THE MEN WHO TREAD ON TIGER’S TAIL: Akira Kurosawa's Turning Point in Experimenting with Genre

The Men Who Tread On Tiger's Tail - TOHO
The Men Who Tread On Tiger's Tail - TOHO

Akira Kurosawa is one of the most well-renowned foreign filmmakers of all time with even the general public knowing about his major drama and action films which have captivated audiences with their craft and intriguing ideas behind them. However, similar to the career path of also acclaimed Japanese drama director from the time Yasujiro Ozu, when Kurosawa started crafting cinema, his first few features were far from the profound and emotionally moving stories that would later drive his career to legendary status. Kurosawa's fourth overall feature film The Men Who Tread on the Tiger's Tail is a perfect example of the filmmaker's earlier and more experimental genre work, that beckons to be discovered after being forgotten.

Before Kurosawa channelled the monumental output of defining classics in the director’s latter half of his career in the filmmaking industry, he took the time to experiment with various genres of film, taking advantage of his youth and a newfound era of Japanese cinema. The Men Who Tread on the Tiger's Tail takes the classic Kabuki play Kanjinchō and adapted it using a more comedic approach. Nearly immediately, Kurosawa showed no fear in adapting a source material putting a unique and personal spin on it. Watching the film, it is almost disorienting the level of physical humour that Kurosawa uses, feeling like more of a Charlie Chaplin picture at times than that of Kurosawa, perhaps an inkling into the westernisation of the east after their surrender to Allied forces. Kurosawa would still have touches of comedy sprinkled throughout his later projects; nevertheless, none would have the same comedic identity or experimentation as The Men Who Tread on the Tiger's Tail until reminisced in one the directors' last features Dreams.

Completed in 1945, it was banned from release by the Supreme Commander of the Allied Powers who occupied Japan following World War II. Due to the comedic matter in which Kurosawa portrayed the Japanese traditions highlighted in the film, many saw it as disrespectful and distasteful. It was not until 1952 that the film was finally released. Production for The Men Who Tread on the Tiger's Tail came just after Kurosawa failed to get a project titled The Lifted Spear into production causing the filmmaker to have back to back failures for a project to go through production and distribution. An ironic element as Kurosawa's budgets would soar with each of his latest features in production, needing western funding from the likes of understudies such as George LucasFrancis Ford Coppola and Steven Spielberg coming to the directors' rescue.

To keep his career alive, Kurosawa could not continue to stagnate in development hell and experiment, causing his career to become more focused and conscious. The traditional release of conventional cinema was gone, and more internal and personalised visions were concentrated on and developed. Kurosawa was a director that focused on pushing the boundaries of films and trying to get a reaction from his audiences. In some cases going a bit too far ending up on a side that pushed the boat to an extreme that it offended, rather than stir debate and thought. An ideal that the Japanese director would restrain in his work, yet subtly curate with nuance through themes and not to directly subject his audience in watching, in order to layer his feature with weight.

The Men Who Tread on the Tiger's Tail shows the director crossing the invisible line of expectation for the first time in his career and paying the price, albeit with a consequence in hindsight that would free the auteur. By experimenting in his early career, Kurosawa allowed himself to fail and fall from grace. Ultimately leading to him up literally and metaphorically picking himself up off of the floor to reinvent his palette without the price of expectation set upon his head. A reinvention that held a more thematically profound and existential attitude that would be involved through the directors' career and would come to define the latter period of the auteur’s legacy.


TASK DIRECTIONS
Look through the lines below and extract any with the word "between".

DATA SHOWN
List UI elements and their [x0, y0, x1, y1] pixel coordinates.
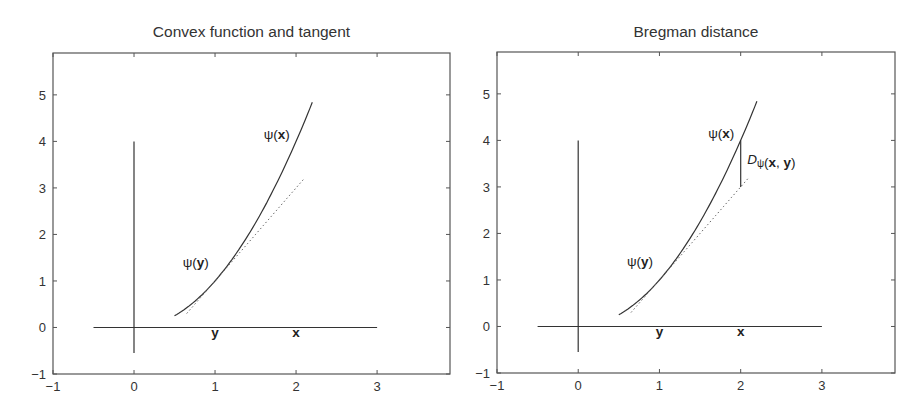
annotation-label: ψ(x) [264, 127, 290, 142]
y-tick-label: 3 [39, 181, 46, 196]
x-tick-label: −1 [46, 379, 61, 394]
y-tick-label: 4 [483, 133, 490, 148]
convex-function-chart: Convex function and tangent−10123−101234… [0, 0, 460, 410]
chart-title: Bregman distance [634, 23, 759, 40]
y-tick-label: 5 [483, 87, 490, 102]
annotation-label: ψ(x) [708, 126, 734, 141]
annotation-label: x [292, 325, 300, 340]
y-tick-label: 3 [483, 180, 490, 195]
annotation-label: Dψ(x, y) [747, 152, 795, 170]
annotation-label: y [211, 325, 219, 340]
y-tick-label: 0 [39, 320, 46, 335]
x-tick-label: 2 [737, 378, 744, 393]
y-tick-label: 1 [483, 273, 490, 288]
plot-frame [53, 53, 450, 374]
y-tick-label: 0 [483, 319, 490, 334]
x-tick-label: 0 [130, 379, 137, 394]
x-tick-label: 1 [656, 378, 663, 393]
x-tick-label: 0 [575, 378, 582, 393]
annotation-label: x [737, 324, 745, 339]
y-tick-label: 2 [39, 227, 46, 242]
plot-frame [497, 52, 895, 373]
annotation-label: ψ(y) [183, 255, 209, 270]
y-tick-label: 2 [483, 226, 490, 241]
y-tick-label: 5 [39, 88, 46, 103]
function-curve [175, 102, 313, 315]
chart-title: Convex function and tangent [153, 23, 351, 40]
y-tick-label: −1 [475, 366, 490, 381]
bregman-distance-chart: Bregman distance−10123−1012345ψ(x)ψ(y)Dψ… [444, 0, 921, 410]
function-curve [619, 101, 757, 314]
annotation-label: y [656, 324, 664, 339]
right-chart-panel: Bregman distance−10123−1012345ψ(x)ψ(y)Dψ… [444, 0, 921, 410]
y-tick-label: 1 [39, 274, 46, 289]
x-tick-label: −1 [490, 378, 505, 393]
x-tick-label: 3 [818, 378, 825, 393]
x-tick-label: 3 [373, 379, 380, 394]
y-tick-label: 4 [39, 134, 46, 149]
annotation-label: ψ(y) [627, 254, 653, 269]
y-tick-label: −1 [31, 367, 46, 382]
left-chart-panel: Convex function and tangent−10123−101234… [0, 0, 460, 410]
x-tick-label: 1 [211, 379, 218, 394]
x-tick-label: 2 [292, 379, 299, 394]
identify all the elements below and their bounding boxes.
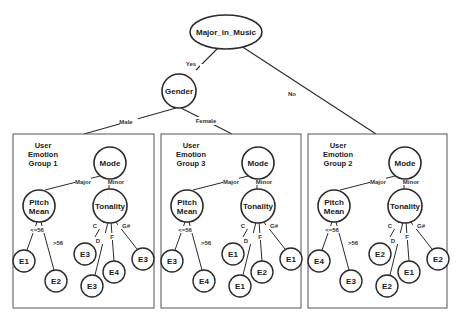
leaf-ton-gs-label: E3 — [138, 255, 148, 264]
pitch-mean-node-label: Pitch — [324, 198, 344, 207]
leaf-pitch-high: E2 — [45, 270, 67, 292]
pitch-mean-node: PitchMean — [23, 190, 55, 222]
tonality-node: Tonality — [93, 189, 127, 223]
edge-label-minor: Minor — [108, 179, 125, 185]
leaf-ton-f: E1 — [398, 261, 420, 283]
decision-tree-diagram: Major_in_Music Yes No Gender Male Female… — [0, 0, 460, 322]
edge-no — [238, 44, 376, 134]
leaf-ton-d: E2 — [376, 275, 398, 297]
pitch-mean-node: PitchMean — [171, 190, 203, 222]
user-emotion-group-box: UserEmotionGroup 1MajorMinor<=56>56CDFG#… — [13, 134, 154, 308]
group-title-line: Group 2 — [324, 159, 353, 168]
leaf-pitch-high-label: E3 — [346, 277, 356, 286]
edge-label-pitch-high: >56 — [53, 240, 64, 246]
leaf-ton-d-label: E1 — [235, 282, 245, 291]
pitch-mean-node-label: Mean — [177, 207, 198, 216]
edge-label-male: Male — [119, 119, 133, 125]
mode-node-label: Mode — [100, 159, 121, 168]
leaf-pitch-high-label: E2 — [51, 277, 61, 286]
gender-node: Gender — [162, 74, 196, 108]
leaf-ton-c-label: E2 — [375, 250, 385, 259]
edge-label-gs: G# — [122, 223, 131, 229]
leaf-pitch-low: E3 — [161, 250, 183, 272]
edge-label-d: D — [96, 238, 101, 244]
edge-label-c: C — [388, 223, 393, 229]
leaf-ton-d: E1 — [229, 275, 251, 297]
mode-node: Mode — [94, 147, 126, 179]
leaf-pitch-low: E4 — [308, 250, 330, 272]
leaf-ton-gs-label: E1 — [286, 255, 296, 264]
leaf-pitch-high: E3 — [340, 270, 362, 292]
group-title-line: Group 1 — [29, 159, 58, 168]
edge-label-major: Major — [370, 179, 387, 185]
user-emotion-group-box: UserEmotionGroup 2MajorMinor<=56>56CDFG#… — [308, 134, 449, 308]
pitch-mean-node: PitchMean — [318, 190, 350, 222]
group-title-line: User — [183, 141, 200, 150]
edge-label-f: F — [110, 234, 114, 240]
tonality-node: Tonality — [388, 189, 422, 223]
leaf-pitch-low-label: E1 — [19, 257, 29, 266]
leaf-ton-f-label: E1 — [404, 268, 414, 277]
mode-node: Mode — [389, 147, 421, 179]
tonality-node: Tonality — [241, 189, 275, 223]
tonality-node-label: Tonality — [390, 202, 421, 211]
group-title-line: User — [35, 141, 52, 150]
root-label: Major_in_Music — [196, 28, 257, 37]
leaf-ton-d: E3 — [81, 275, 103, 297]
pitch-mean-node-label: Mean — [29, 207, 50, 216]
edge-label-minor: Minor — [256, 179, 273, 185]
edge-label-pitch-low: <=56 — [178, 227, 192, 233]
root-node: Major_in_Music — [190, 15, 262, 49]
edge-label-pitch-high: >56 — [201, 240, 212, 246]
leaf-ton-d-label: E2 — [382, 282, 392, 291]
edge-label-f: F — [405, 234, 409, 240]
leaf-ton-gs: E3 — [132, 248, 154, 270]
edge-label-c: C — [93, 223, 98, 229]
edge-label-gs: G# — [417, 223, 426, 229]
yes-label-bg — [200, 64, 222, 72]
leaf-ton-f: E4 — [103, 261, 125, 283]
leaf-ton-c: E3 — [74, 243, 96, 265]
group-title-line: Group 3 — [177, 159, 206, 168]
edge-label-pitch-low: <=56 — [30, 227, 44, 233]
leaf-pitch-low-label: E3 — [167, 257, 177, 266]
tonality-node-label: Tonality — [95, 202, 126, 211]
leaf-ton-gs: E2 — [427, 248, 449, 270]
edge-label-gs: G# — [270, 223, 279, 229]
edge-label-major: Major — [223, 179, 240, 185]
group-title-line: User — [330, 141, 347, 150]
edge-label-female: Female — [196, 118, 217, 124]
gender-label: Gender — [165, 87, 193, 96]
leaf-ton-c-label: E1 — [228, 250, 238, 259]
edge-label-c: C — [241, 223, 246, 229]
leaf-ton-d-label: E3 — [87, 282, 97, 291]
leaf-pitch-low: E1 — [13, 250, 35, 272]
edge-label-f: F — [258, 234, 262, 240]
leaf-ton-f-label: E2 — [257, 268, 267, 277]
mode-node: Mode — [242, 147, 274, 179]
edge-label-yes: Yes — [186, 61, 197, 67]
group-title-line: Emotion — [176, 150, 206, 159]
pitch-mean-node-label: Mean — [324, 207, 345, 216]
edge-label-no: No — [288, 91, 296, 97]
leaf-ton-c: E1 — [222, 243, 244, 265]
leaf-pitch-high: E4 — [193, 270, 215, 292]
pitch-mean-node-label: Pitch — [177, 198, 197, 207]
tonality-node-label: Tonality — [243, 202, 274, 211]
edge-label-d: D — [244, 238, 249, 244]
edge-label-major: Major — [75, 179, 92, 185]
leaf-ton-gs: E1 — [280, 248, 302, 270]
leaf-ton-c: E2 — [369, 243, 391, 265]
edge-label-d: D — [391, 238, 396, 244]
group-title-line: Emotion — [323, 150, 353, 159]
pitch-mean-node-label: Pitch — [29, 198, 49, 207]
mode-node-label: Mode — [248, 159, 269, 168]
leaf-pitch-low-label: E4 — [314, 257, 324, 266]
group-title-line: Emotion — [28, 150, 58, 159]
user-emotion-group-box: UserEmotionGroup 3MajorMinor<=56>56CDFG#… — [161, 134, 302, 308]
edge-label-pitch-low: <=56 — [325, 227, 339, 233]
leaf-ton-gs-label: E2 — [433, 255, 443, 264]
edge-label-minor: Minor — [403, 179, 420, 185]
leaf-ton-f-label: E4 — [109, 268, 119, 277]
leaf-pitch-high-label: E4 — [199, 277, 209, 286]
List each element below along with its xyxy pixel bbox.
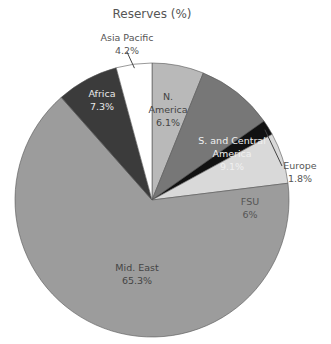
chart-title: Reserves (%)	[112, 7, 191, 21]
pie-chart: Reserves (%) N.America6.1%S. and Central…	[0, 0, 331, 344]
slice-label-europe: Europe1.8%	[283, 160, 317, 184]
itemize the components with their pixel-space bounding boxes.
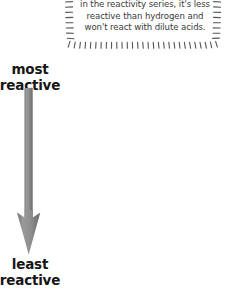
down-arrow-icon <box>14 88 50 256</box>
label-least-reactive-line-2: reactive <box>0 273 72 289</box>
reactivity-arrow-group: most reactive least reactive <box>0 0 110 308</box>
label-least-reactive: least reactive <box>0 257 72 288</box>
label-most-reactive-line-1: most <box>0 62 72 78</box>
label-least-reactive-line-1: least <box>0 257 72 273</box>
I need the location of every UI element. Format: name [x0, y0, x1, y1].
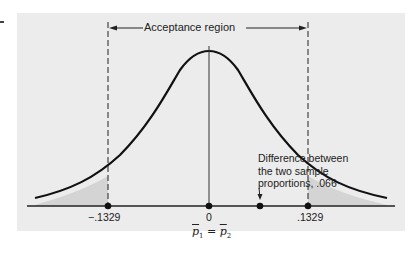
mean-tick-label: 0: [206, 212, 212, 223]
upper-critical-point: [305, 203, 312, 210]
acceptance-region-label: Acceptance region: [143, 22, 236, 33]
mean-point: [206, 203, 213, 210]
p2-symbol: p: [220, 225, 227, 238]
null-hypothesis-label: p1 = p2: [192, 226, 231, 240]
arrow-right-icon: [299, 26, 307, 31]
arrow-left-icon: [109, 26, 117, 31]
arrow-down-icon: [258, 194, 263, 200]
left-tail-shade: [35, 176, 108, 206]
lower-critical-tick-label: −.1329: [88, 212, 120, 223]
lower-critical-point: [105, 203, 112, 210]
sample-difference-annotation: Difference between the two sample propor…: [258, 152, 348, 190]
annotation-line-1: Difference between: [258, 152, 348, 165]
p2-subscript: 2: [227, 232, 231, 240]
equals-sign: =: [204, 225, 220, 238]
upper-critical-tick-label: .1329: [297, 212, 323, 223]
annotation-line-2: the two sample: [258, 165, 348, 178]
sample-difference-point: [257, 203, 264, 210]
p1-symbol: p: [192, 225, 199, 238]
annotation-line-3: proportions, .066: [258, 177, 348, 190]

WRITTEN RESPONSE
sample-difference-annotation: Difference between the two sample propor…: [258, 152, 348, 190]
annotation-line-1: Difference between: [258, 152, 348, 165]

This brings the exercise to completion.